The American Review

American, The
Armourer/assassin Jack/Edward (Clooney) goes to an Italian village/small town for one last job/existential crisis and sex/love with a local hooker/beauty (Placido).

by Nev Pierce |
Published on
Release Date:

26 Nov 2010

Running Time:

105 minutes

Certificate:

15

Original Title:

American, The

Repetition can smother a point, as well as underscore it. The American opens on an image — beautiful, elegant — and closes on a variant of it. The world turns — nature is implacable. So, now you know.

The second feature from acclaimed photographer Anton Corbijn is concerned with existential issues: chewy and important. It is also — like his debut, Control — about a lost soul. And is quite unlike what many will expect from an assassination thriller starring George Clooney. Though for a bloke who comes over as carefree in interviews, Clooney has made an awful lot of movies about mid-life crises, hinging on heroes who may have cause to regret their emotions: Solaris, Syriana, The Good German, Michael Clayton, Up In The Air and more. So, the big questions come: Is it safe to feel? Can love redeem? How much time is Violante Placido going to spend starkers?

It’s not only her that’s exposed. And the thing about subtext is, really, it needs to be under something. The American may not have a lot of dialogue, but it sure has a lot of ‘text’. The. Words. Carry. Meaning. Every. One. Of. Them.

This may seem like a knock on Rowan Joffe’s screenplay (adapted from Martin Booth’s novel A Very Private Gentleman), but it could say as much or more about the director’s decision to shoot in a moody, meditative manner — and cast characterful Euro faces who deliver dialogue as if it were carved in stone. Amid the motion-sick pandemonium of a Bourne — or with more verbally dextrous performers — the conversations might not have felt so self-consciously weighty.

But Corbijn enjoys silence and master shots — the slow-build over the whizz-bang. There are some terrific scenes — the shocking snow-bound opening, the tense car-park face-off — but having a café TV play Once Upon A Time In The West invites dangerous comparisons. The American definitely doesn’t have Sergio Leone’s sense of fun.

Photographically it’s interesting, boldly lit in single colours for certain sequences: the brothel is, of course, red; the streets shot under urine-yellow. Some will find it striking, others a little too composed.

Carrying everything is Clooney, in a restrained, stripped-back performance — subdued and soulful. But he is our era’s Cary Grant, and it’s hard not to long for his North By Northwest. That picture was also, incidentally, about a man who fears he has a hollow heart. But the theme was disguised by fun, thrills and repartee. Eva Marie Saint asks, “Roger O. Thornhill… What does the O. stand for?” The answer comes: “Nothing.” You don’t need telling twice. Repetition can smother a point, as well as underscore it.

A muted thriller, weighed a little too obviously with existential angst. Still, sexy and tense, with a brave, bare performance from Clooney.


_Problem_:
From the entries that follow, copy every line with the word "diagram".

_Raw data_:
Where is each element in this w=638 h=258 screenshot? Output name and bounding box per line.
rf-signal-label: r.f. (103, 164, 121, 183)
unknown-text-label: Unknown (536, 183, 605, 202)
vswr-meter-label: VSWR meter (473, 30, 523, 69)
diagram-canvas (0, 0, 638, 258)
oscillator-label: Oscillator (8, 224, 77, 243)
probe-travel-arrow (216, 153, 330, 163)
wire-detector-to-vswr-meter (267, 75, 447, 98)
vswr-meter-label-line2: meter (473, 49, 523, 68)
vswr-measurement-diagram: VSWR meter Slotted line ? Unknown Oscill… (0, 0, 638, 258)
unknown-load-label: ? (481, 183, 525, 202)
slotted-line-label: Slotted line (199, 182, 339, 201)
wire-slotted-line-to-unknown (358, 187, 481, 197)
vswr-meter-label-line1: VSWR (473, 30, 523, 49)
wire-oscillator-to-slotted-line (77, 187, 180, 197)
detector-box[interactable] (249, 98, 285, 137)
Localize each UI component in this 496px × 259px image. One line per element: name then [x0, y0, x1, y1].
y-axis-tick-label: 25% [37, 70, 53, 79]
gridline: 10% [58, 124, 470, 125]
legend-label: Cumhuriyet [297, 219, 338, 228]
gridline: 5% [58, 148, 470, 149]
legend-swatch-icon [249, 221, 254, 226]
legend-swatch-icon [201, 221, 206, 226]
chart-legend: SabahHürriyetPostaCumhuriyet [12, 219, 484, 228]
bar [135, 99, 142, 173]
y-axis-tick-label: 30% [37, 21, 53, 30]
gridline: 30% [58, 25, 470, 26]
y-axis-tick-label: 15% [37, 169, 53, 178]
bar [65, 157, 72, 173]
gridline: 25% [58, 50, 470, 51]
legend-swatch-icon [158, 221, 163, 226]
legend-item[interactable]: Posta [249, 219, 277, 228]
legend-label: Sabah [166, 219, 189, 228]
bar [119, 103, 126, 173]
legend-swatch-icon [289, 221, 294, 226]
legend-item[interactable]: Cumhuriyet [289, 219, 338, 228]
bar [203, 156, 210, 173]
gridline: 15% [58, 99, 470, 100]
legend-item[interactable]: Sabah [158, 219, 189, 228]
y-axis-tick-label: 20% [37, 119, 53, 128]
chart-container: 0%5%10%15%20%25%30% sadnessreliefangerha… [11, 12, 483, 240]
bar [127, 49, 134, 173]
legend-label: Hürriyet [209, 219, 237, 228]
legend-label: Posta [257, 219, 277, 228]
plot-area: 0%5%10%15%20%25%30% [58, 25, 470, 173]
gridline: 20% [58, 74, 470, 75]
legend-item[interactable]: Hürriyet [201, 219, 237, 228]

_Task response_:
diagram-canvas (0, 0, 638, 258)
vswr-measurement-diagram: VSWR meter Slotted line ? Unknown Oscill… (0, 0, 638, 258)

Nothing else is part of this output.